Calibration is accomplished by viewing two high-emissivity blackbodies, servo-controlled to 300 K and about 240 K. After collecting 12 spectra of the earth, a 45-degree scene-switching mirror rotates the field-of-view from the open Earth viewing port to give four spectra of the hot and four spectra of the cold blackbodies. At about 6 seconds per spectrum, this calibration cycle takes 2 minutes. The blackbodies, built and tested by Eppley Labs, are blackened cavities with thermoelectric cooler/heaters for temperature control and platinum resistance thermometers for monitoring. The temperature of the interferometer optics is not actively controlled.

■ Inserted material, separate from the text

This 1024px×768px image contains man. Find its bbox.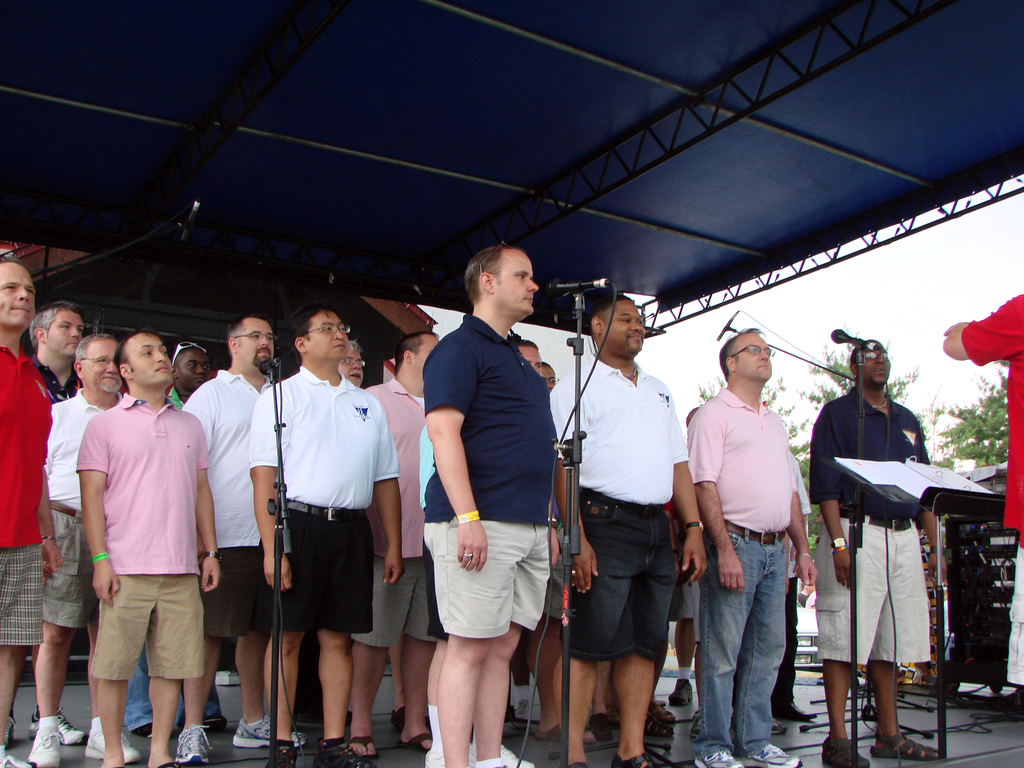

A linear-plane mirror Michelson interferometer from BOMEM of Canada provides double sided interferograms in both scan directions. Its auto-alignment system makes it possible to operate in the ambient thermal environment of the pod and in very close proximity to the aircraft jet engine. The optical bench isshock-mounted to dampen high-frequency vibration and the interferometer is evacuated to protect the beamsplitter during descent. The three spectral bands, covering most of the region from 3.8 to 16.6 microns, are split inside a single liquid helium dewar, which contains three sets of bandpass cold filters, focusing optics, and arsenic-doped silicon detectors. The preamplifiers are external and operate near the ambient pod temperature of about 260 K. The gain of each channel is fixed, and the signals are digitized with a 16-bit A/D converter. Onboard numerical filtering is used to reduce the sample from the HeNe laser rate by factors of 14, 8, and 8 in bands I, II and III. The data system is controlled with a 6809 microprocessor-based system built at the University of Denver. The three bands of interferometer data and housekeeping parameters are combined and recorded on formatted cassette tapes. Two drives with a capacity of 67 megabytes each are used to provide 9 hours of continuous recording time.
Processing of selected data in the field is performed on IBM-compatible personal computers. Data are transferred to hard disk and is processed with custom software, which displays the measured interferograms and corresponding spectra, and performs calibration to yield radiance or brightness temperature spectra. The calibration procedure uses full complex spectra to avoid errors that can arise from radiance emitted by the warm interferometer. Software is also available to produce vertical cross sections of retrieved atmospheric state parameters, thus permitting science analysis of the results in the field.
The absolute radiometric accuracy is better than 1 degree K brightness temperature (at 260 K) and the noise is a few tenths of a degree K. Temperature retrieval accuracy approaches 1K. The block diagram illustrates the functional overview of the HIS major subsystems, including the Aircraft Experiment Interferometer (AEI), the Onboard Recording System (OBRS), which uses two 3M HCD-75 tapes drives, and the System Control and Monitor (SCAM) System.